About seven or eight months I got the opportunity to support an application written in Scala. It had been a long time since I had learnt a new programming language and I had been interested in Scala for a while so I decided to go for it. I thought I’d note down a few things I’ve noticed whilst learning Scala coming from a Java background.

Expressiveness

My programming history started with Perl before I learnt and got a job in Java so I’m used to expressive languages. I certainly understand people’s criticism of Java being too verbose. IDEs, libraries and newer versions are helping with this but the language wasn’t built with these from the start so they can feel a little tacked on. Scala is filled with syntactic sugar and functional paradigms that encourage more readable and expressive code.

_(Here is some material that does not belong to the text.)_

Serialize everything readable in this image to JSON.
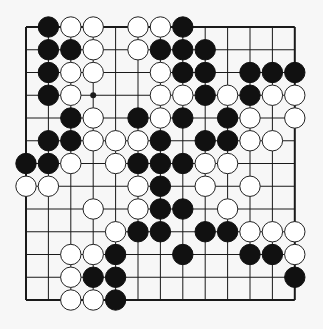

For example, in ScalaTest we can have the following assert in our unit test:

pub must not be None

Whereas in a Java JUnit test we have:

assertNotNull(pub);

Or if we use one of the matcher libraries to make it read better:

assertThat(pub, not(is(null)));

Functional Programming

Functional programming definitely takes a change in thinking when coming from OOP. Recursion is one of those things that I use so rarely that it always takes a bit of work to get my head in that space again.

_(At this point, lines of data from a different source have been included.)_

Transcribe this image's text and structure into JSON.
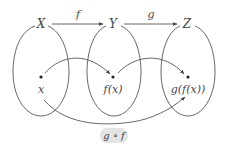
{
  "diagram": {
    "sets": [
      {
        "name": "X",
        "cx": 41,
        "cy": 70,
        "rx": 28,
        "ry": 46
      },
      {
        "name": "Y",
        "cx": 114,
        "cy": 70,
        "rx": 27,
        "ry": 46
      },
      {
        "name": "Z",
        "cx": 188,
        "cy": 70,
        "rx": 27,
        "ry": 46
      }
    ],
    "top_arrows": [
      {
        "label": "f",
        "from": "X",
        "to": "Y"
      },
      {
        "label": "g",
        "from": "Y",
        "to": "Z"
      }
    ],
    "elements": [
      {
        "label": "x",
        "set": "X"
      },
      {
        "label": "f(x)",
        "set": "Y"
      },
      {
        "label": "g(f(x))",
        "set": "Z"
      }
    ],
    "composition": {
      "label": "g ∘ f",
      "from": "x",
      "to": "g(f(x))"
    },
    "colors": {
      "stroke": "#555555",
      "text": "#444444",
      "pill": "#e4e4e4"
    }
  }
}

Not throwing exceptions requires thinking about problems slightly differently. In Java, Spring MVC makes exception handling really easy by allowing you to map exception handlers to HTTP response codes. You can then just throw an exception to return whatever response you like. In FP you shouldn’t throw exceptions. But as FP is baked into Scala there are classes like Option and Either that allow the return of exceptional data or when working with asynchronous code then Future provides nice error handling without requiring exceptions in a similar way to a JavaScript Promise.

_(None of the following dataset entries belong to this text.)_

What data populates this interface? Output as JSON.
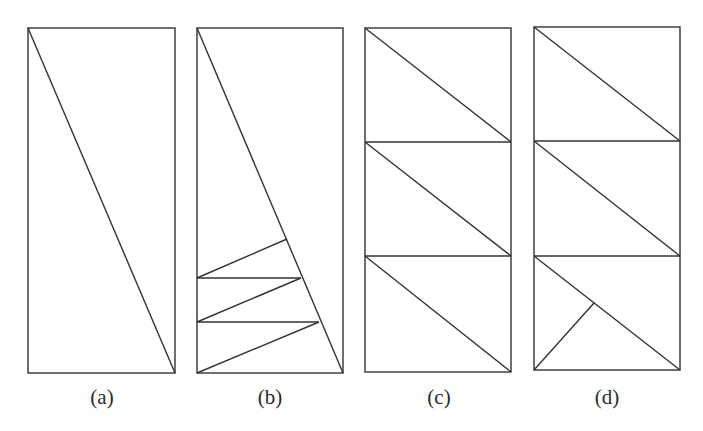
{
  "figure": {
    "stroke_color": "#333333",
    "background": "#ffffff",
    "panels": [
      {
        "id": "a",
        "label": "(a)",
        "rect": {
          "x": 28,
          "y": 28,
          "w": 147,
          "h": 345
        },
        "lines": [
          [
            28,
            28,
            175,
            373
          ]
        ]
      },
      {
        "id": "b",
        "label": "(b)",
        "rect": {
          "x": 197,
          "y": 28,
          "w": 146,
          "h": 345
        },
        "lines": [
          [
            197,
            28,
            343,
            373
          ],
          [
            287,
            239,
            197,
            278
          ],
          [
            197,
            278,
            301,
            278
          ],
          [
            301,
            278,
            197,
            322
          ],
          [
            197,
            322,
            319,
            322
          ],
          [
            319,
            322,
            197,
            373
          ]
        ]
      },
      {
        "id": "c",
        "label": "(c)",
        "rect": {
          "x": 365,
          "y": 28,
          "w": 146,
          "h": 344
        },
        "lines": [
          [
            365,
            142,
            511,
            142
          ],
          [
            365,
            256,
            511,
            256
          ],
          [
            365,
            28,
            511,
            142
          ],
          [
            365,
            142,
            511,
            256
          ],
          [
            365,
            256,
            511,
            372
          ]
        ]
      },
      {
        "id": "d",
        "label": "(d)",
        "rect": {
          "x": 534,
          "y": 27,
          "w": 146,
          "h": 343
        },
        "lines": [
          [
            534,
            141,
            680,
            141
          ],
          [
            534,
            256,
            680,
            256
          ],
          [
            534,
            27,
            680,
            141
          ],
          [
            534,
            141,
            680,
            256
          ],
          [
            534,
            256,
            680,
            370
          ],
          [
            534,
            370,
            594,
            303
          ]
        ]
      }
    ],
    "labels": {
      "a": "(a)",
      "b": "(b)",
      "c": "(c)",
      "d": "(d)"
    }
  }
}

Luckily I’ve spent the last couple of years embracing a few of the tenants of FP in my Java programming. Things like immutable classes, immutable data structures and marking variables as final has helped me write cleaner code. Java 8 has also helped by providing map, flatMap, reduce, etc on Collection classes so it’s been easier to work with immutable data structures.

Missing Spring Boot

I’ve been using the Play Framework for building web apps in Scala which seems to be the popular choice. It’s serviceable but my recent heavy use of Spring Boot has completely spoilt me. Spring Boot is such a great framework that provides so much for free. It would probably be the biggest reason for me choosing Java over Scala for a side project.